Saturday, 10 November 2018

Goring Gap and Brooklands Park

My patching fuel gauge blinking with depleted enthusiasm, I just about managed to get up to the Gap for 07:30, hoping for further activity on the sea. Within half an hour the sole bird recorded moving was a distant eastbound Great Crested Grebe. There were barely even any waders on the beach, a single Grey Plover, a flock of 22 Dunlin, a couple of Turnstones and a Little Egret being the only birds feeding. Quite frankly pissed off at the Gap being reverted to a bird exclusion zone, I moped around The Plantation for a while, where there was a clear arrival of Goldcrests, around 20 in all, their whispy exchanges doing something to brighten my depressed outlook but not enough to inspire a full circuit of the site.

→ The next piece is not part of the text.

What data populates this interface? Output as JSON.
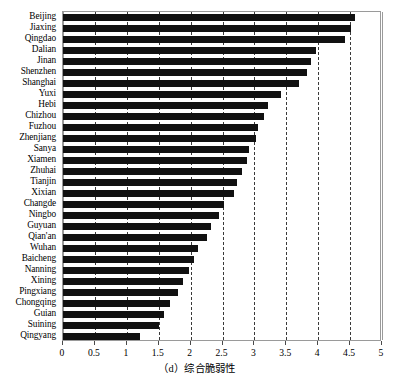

News from Gareth and Paul James at BrooklandsPark of a Pallas's Warbler made me at once glad for these gents and shamefully bitter that it was not among my Goldcrests. I snapped out of it and drove over there, luckily getting a few nice views along the road to the sewage works there before it went missing. Also present were very good numbers of Goldcrests, two Firecrests, a Chiffchaff, two redpolls and a Grey Wagtail. Mingling with the loose crowd reminded me to appreciate the value of being around other birders - the Gap has been a bit of a lonely vigil this year, myself usually being the only birder present in the mornings, and, sadly, conversation with dog-walkers is just as likely to irk as uplift.